> **EXERCISE REQUIREMENTS**
The exercise calls for a faithful copy of all the data.

> **DATA FOR ANALYSIS**
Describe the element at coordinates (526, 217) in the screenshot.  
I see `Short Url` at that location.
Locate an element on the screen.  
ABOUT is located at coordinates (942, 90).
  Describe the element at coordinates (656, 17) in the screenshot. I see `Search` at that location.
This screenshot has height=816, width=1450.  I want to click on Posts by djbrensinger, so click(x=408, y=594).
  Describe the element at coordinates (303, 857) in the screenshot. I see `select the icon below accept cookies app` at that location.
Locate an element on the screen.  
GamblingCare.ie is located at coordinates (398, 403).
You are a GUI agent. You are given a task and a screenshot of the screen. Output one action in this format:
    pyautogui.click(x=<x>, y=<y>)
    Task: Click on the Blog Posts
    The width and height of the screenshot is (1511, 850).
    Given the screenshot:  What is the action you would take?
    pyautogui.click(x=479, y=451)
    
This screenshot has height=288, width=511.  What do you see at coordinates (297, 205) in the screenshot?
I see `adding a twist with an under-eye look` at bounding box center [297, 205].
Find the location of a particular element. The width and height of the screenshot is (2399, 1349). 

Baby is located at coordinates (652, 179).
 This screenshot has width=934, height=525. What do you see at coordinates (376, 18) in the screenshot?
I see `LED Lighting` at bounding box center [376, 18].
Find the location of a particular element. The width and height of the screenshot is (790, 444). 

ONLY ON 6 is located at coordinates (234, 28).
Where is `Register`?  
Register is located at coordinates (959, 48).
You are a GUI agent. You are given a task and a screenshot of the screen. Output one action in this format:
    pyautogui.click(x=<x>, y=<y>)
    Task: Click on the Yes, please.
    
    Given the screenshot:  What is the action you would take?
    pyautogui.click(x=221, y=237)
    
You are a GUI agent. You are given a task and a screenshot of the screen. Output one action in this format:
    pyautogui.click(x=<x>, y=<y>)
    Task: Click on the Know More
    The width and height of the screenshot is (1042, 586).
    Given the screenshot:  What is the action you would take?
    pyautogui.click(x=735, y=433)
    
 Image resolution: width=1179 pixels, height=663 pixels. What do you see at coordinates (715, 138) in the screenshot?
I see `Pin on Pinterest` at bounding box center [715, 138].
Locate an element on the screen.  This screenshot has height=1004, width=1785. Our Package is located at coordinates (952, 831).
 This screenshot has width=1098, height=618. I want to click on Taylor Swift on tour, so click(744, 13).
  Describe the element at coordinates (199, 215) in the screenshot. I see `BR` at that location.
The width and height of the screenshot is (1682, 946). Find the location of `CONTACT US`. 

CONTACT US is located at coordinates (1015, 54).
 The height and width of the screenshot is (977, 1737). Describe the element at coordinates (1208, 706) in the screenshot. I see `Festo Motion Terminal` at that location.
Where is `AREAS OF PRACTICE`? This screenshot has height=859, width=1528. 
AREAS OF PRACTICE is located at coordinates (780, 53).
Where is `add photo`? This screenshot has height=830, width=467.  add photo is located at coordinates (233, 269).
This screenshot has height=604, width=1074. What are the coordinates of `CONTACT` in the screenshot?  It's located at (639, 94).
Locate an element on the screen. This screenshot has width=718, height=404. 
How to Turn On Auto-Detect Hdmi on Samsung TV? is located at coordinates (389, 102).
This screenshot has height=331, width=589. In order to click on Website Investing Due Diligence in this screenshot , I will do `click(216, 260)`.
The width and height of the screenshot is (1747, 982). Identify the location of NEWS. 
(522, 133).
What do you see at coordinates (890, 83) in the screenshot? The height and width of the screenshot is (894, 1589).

> **REPLY TO THE EXERCISE**
Describe the element at coordinates (526, 217) in the screenshot.  
I see `Short Url` at that location.
Locate an element on the screen.  
ABOUT is located at coordinates (942, 90).
  Describe the element at coordinates (656, 17) in the screenshot. I see `Search` at that location.
This screenshot has height=816, width=1450.  I want to click on Posts by djbrensinger, so click(x=408, y=594).
  Describe the element at coordinates (303, 857) in the screenshot. I see `select the icon below accept cookies app` at that location.
Locate an element on the screen.  
GamblingCare.ie is located at coordinates (398, 403).
You are a GUI agent. You are given a task and a screenshot of the screen. Output one action in this format:
    pyautogui.click(x=<x>, y=<y>)
    Task: Click on the Blog Posts
    The width and height of the screenshot is (1511, 850).
    Given the screenshot:  What is the action you would take?
    pyautogui.click(x=479, y=451)
    
This screenshot has height=288, width=511.  What do you see at coordinates (297, 205) in the screenshot?
I see `adding a twist with an under-eye look` at bounding box center [297, 205].
Find the location of a particular element. The width and height of the screenshot is (2399, 1349). 

Baby is located at coordinates (652, 179).
 This screenshot has width=934, height=525. What do you see at coordinates (376, 18) in the screenshot?
I see `LED Lighting` at bounding box center [376, 18].
Find the location of a particular element. The width and height of the screenshot is (790, 444). 

ONLY ON 6 is located at coordinates (234, 28).
Where is `Register`?  
Register is located at coordinates (959, 48).
You are a GUI agent. You are given a task and a screenshot of the screen. Output one action in this format:
    pyautogui.click(x=<x>, y=<y>)
    Task: Click on the Yes, please.
    
    Given the screenshot:  What is the action you would take?
    pyautogui.click(x=221, y=237)
    
You are a GUI agent. You are given a task and a screenshot of the screen. Output one action in this format:
    pyautogui.click(x=<x>, y=<y>)
    Task: Click on the Know More
    The width and height of the screenshot is (1042, 586).
    Given the screenshot:  What is the action you would take?
    pyautogui.click(x=735, y=433)
    
 Image resolution: width=1179 pixels, height=663 pixels. What do you see at coordinates (715, 138) in the screenshot?
I see `Pin on Pinterest` at bounding box center [715, 138].
Locate an element on the screen.  This screenshot has height=1004, width=1785. Our Package is located at coordinates (952, 831).
 This screenshot has width=1098, height=618. I want to click on Taylor Swift on tour, so click(744, 13).
  Describe the element at coordinates (199, 215) in the screenshot. I see `BR` at that location.
The width and height of the screenshot is (1682, 946). Find the location of `CONTACT US`. 

CONTACT US is located at coordinates (1015, 54).
 The height and width of the screenshot is (977, 1737). Describe the element at coordinates (1208, 706) in the screenshot. I see `Festo Motion Terminal` at that location.
Where is `AREAS OF PRACTICE`? This screenshot has height=859, width=1528. 
AREAS OF PRACTICE is located at coordinates (780, 53).
Where is `add photo`? This screenshot has height=830, width=467.  add photo is located at coordinates (233, 269).
This screenshot has height=604, width=1074. What are the coordinates of `CONTACT` in the screenshot?  It's located at (639, 94).
Locate an element on the screen. This screenshot has width=718, height=404. 
How to Turn On Auto-Detect Hdmi on Samsung TV? is located at coordinates (389, 102).
This screenshot has height=331, width=589. In order to click on Website Investing Due Diligence in this screenshot , I will do `click(216, 260)`.
The width and height of the screenshot is (1747, 982). Identify the location of NEWS. 
(522, 133).
What do you see at coordinates (890, 83) in the screenshot? The height and width of the screenshot is (894, 1589).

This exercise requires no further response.